Dictionary of National Biography, 1885-1900/Hull, William Winstanley
HULL, WILLIAM WINSTANLEY (1794–1873), liturgical writer and hymnologist, born at Blackburn, Lancashire, in 1794, was son of John Hull, M.D. [q. v.] After attending Manchester and Macclesfield grammar schools, he was for a time a pupil of John Dawson of Sedbergh [q. v.], the mathematician. He was sent to Brasenose College, Oxford, in 1811; obtained a first class in classics at Michaelmas, 1814 ; spent some months abroad, and was elected a fellow of his college in 1816. He was called to the bar at Lincoln's Inn on 16 June 1820, and in the same year vacated his fellowship by marriage. But he was always interested in Oxford affairs, and maintained through life his intimacy with his Oxford friends, Whately, Sir John Taylor Coleridge, and Dr. Arnold.

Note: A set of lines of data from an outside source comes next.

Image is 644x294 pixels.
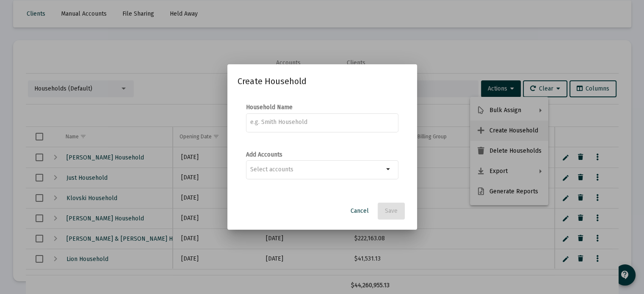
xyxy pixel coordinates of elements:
[251,166,384,174] input: Select accounts
[251,165,384,175] mat-chip-list: Selection
[378,203,405,220] button: Save
[238,75,407,88] h2: Create Household
[384,165,393,174] mat-icon: arrow_drop_down
[351,207,369,215] span: Cancel
[385,207,398,215] span: Save
[246,151,283,159] label: Add Accounts
[344,203,375,220] button: Cancel
[251,119,393,126] input: e.g. Smith Household
[246,104,292,111] label: Household Name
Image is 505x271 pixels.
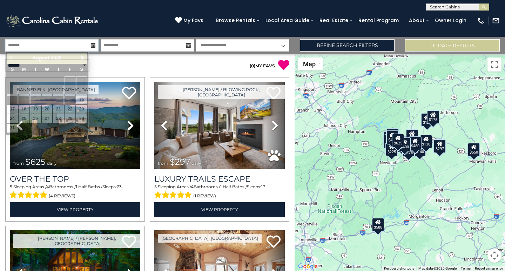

Many of Arnold's letters to him appear in Stanley's 'Life.' He gave up his practice at the chancery bar in 1846, and left London for Tickwood, near Wenlock, Shropshire.
Hull was an active member of the evangelical school of churchmen. He especially interested himself in liturgical reform. In 1828 he published `An Inquiry concerning the Means and Expedience of proposing and making any Changes in the Canons, Articles, and Liturgy, or in any of the Laws affecting the interests of the Church of England,' In 1831 appeared his learned pamphlet, entitled `The Disuse of the Athanasian Creed advisable in the present state of the United Church of England and Ireland.' A petition praying for the revision of the liturgy was drawn up by Hull and his brother, the Rev. John Hull, and presented to the House of Lords by Archbishop Whately on 26 May 1840. Perhaps the most interesting of his liturgical researches is the `Inquiry after the original Books of Common Prayer,' in his `Occasional Papers on Church Matters,' 1848. Hull had searched in vain for the manuscript copy of the Book of Common Prayer, originally attached to the Act of Uniformity of 1662, and known to exist as late as 1819. Dean Stanley, following Hull's suggestion, afterwards found the manuscript at Westminster. Hull opposed the tractarian movement, and actively supported Dr. (afterwards Bishop) Hampden [q.v.], defending him in a pamphlet issued in 1836. But his sense of justice made him averse to the proceedings against William George Ward [q.v.] in 1845, and he wrote `The Month of January. Oxford' (which reached a second edition), strongly pressing the rejection of the three measures proposed in convocation on 18 Feb. 1845. A high tory and ultra-protestant, Hull joined Sir Robert Inglis's committee formed in 1829 to oppose the return of Mr. (afterwards Sir Robert) Peel as M.P. for Oxford University. He resisted the admission of Roman catholics or Jews to parliament, in a pamphlet entitled `A Statement of some Reasons for continuing to Protestants the whole Legislature of Great Britain and Ireland,' 1829.
Hull was an early pioneer in the cause of improved hymnology, and published anonymously in 1827 and 1832 two books of original prayers and hymns (besides a collection of 209 hymns from various sources), which were republished with his name on the title-page in 1852, under the title, 'A Collection of Prayers for Household Use, with some Hymns and other Poems.'
During the last years of his life at the Knowle, Hazlewood, Derbyshire, he actively supported Lord Ebury's movement for liturgical reform. He died at the Knowle on 28 Aug. 1873. He was three times married, in 1820, 1850, and 1861, and left a family by each wife.
[Manchester School Register, ed. J.F.Smith (Chetham Soc.), iii. 37, 289; Julian's Dict. of Hymnology; family information; personal knowledge.]